All of this comes at a moment of painful vulnerability for Ukraine. A major corruption scandal in the country’s energy sector, involving figures close to President Volodymyr Zelensky, has shaken public trust and given ammunition to critics at home and abroad. Zelensky has moved to purge some officials and promise reforms, but his standing has been undeniably weakened at exactly the time when he faces enormous pressure from Washington to accept a settlement on terms largely favorable to Moscow. In that context, Trump’s “peace plan” is actually a capitulation plan: a tool to force a battered ally into submission, to Putin’s advantage, radically endangering not just Ukraine but all of Europe.

Across a range of policy arenas, Trump acts like a sad jester-puppet, shilling for Kremlin objectives. Putin seeks vengeance for what the U.S. did to the U.S.S.R. in the past. Russia’s strategic goals include humiliating the United States, weakening its alliances, and degrading its political institutions, economy, and social fabric.

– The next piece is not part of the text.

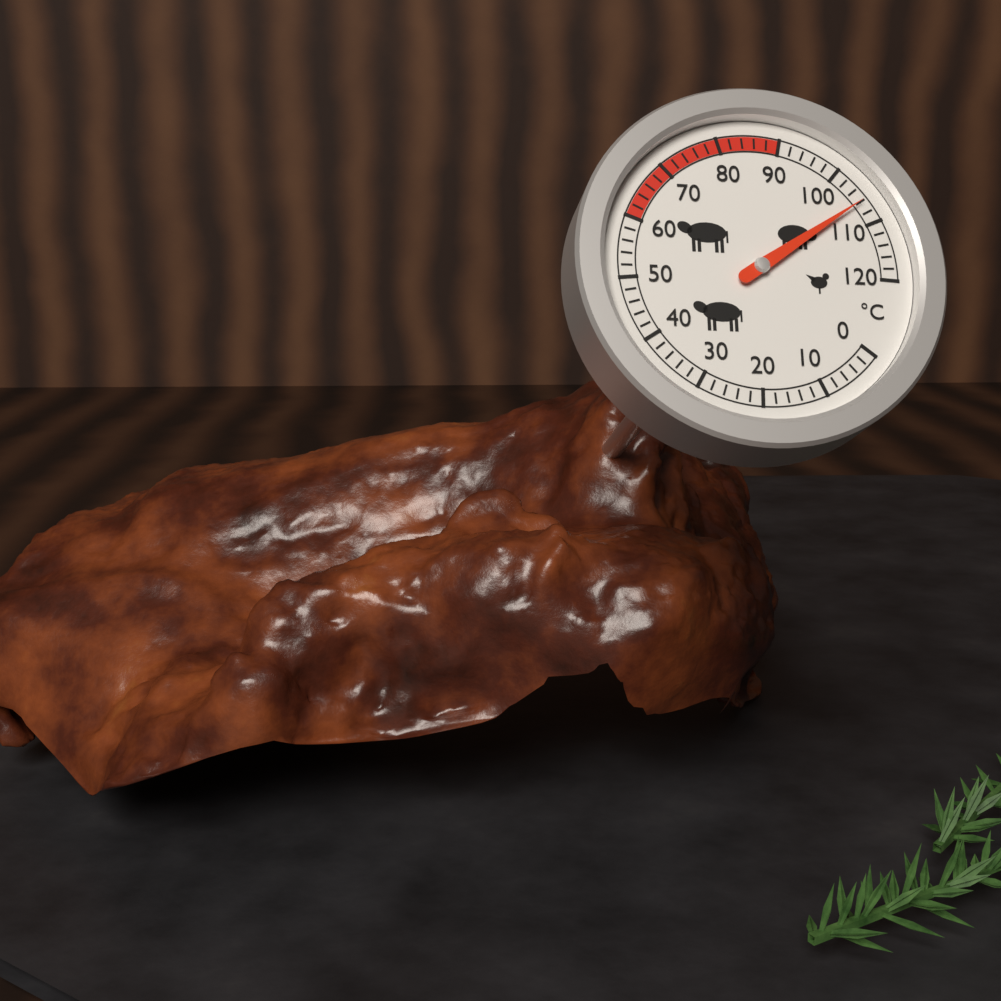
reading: 106 °C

Trump’s trade wars and tariffs have disrupted global supply chains and alienated traditional allies. His efforts to chip away at the Affordable Care Act and Medicaid expansions undermine the basic health security of millions of Americans. His administration has rolled back environmental and climate regulations, opened more federal land and offshore areas to oil and gas drilling, and sabotaged programs that support renewable energy, all of which prolong dependence on fossil fuels—the foundation of the Russian state’s power. Meanwhile, he has increasingly allied himself with anti-vaccine activists and taken steps that weaken public health institutions, both physically and psychologically. These choices make Americans sicker, poorer, and more divided, which supports Russia’s strategic plan to destroy the United States as a functional entity.

What’s shocking to me is how many Americans I know still support MAGA, after everything we’ve learned, because they believe it meshes with their self-interest, despite the negative impacts on the general population, the Earth’s ecology, our future, and so on. This includes many people I know in crypto, AI, tech, podcast comedy bros, and so on. These people wil have a lot to answer for, if we manage to escape this catastrophe with some freedom intact.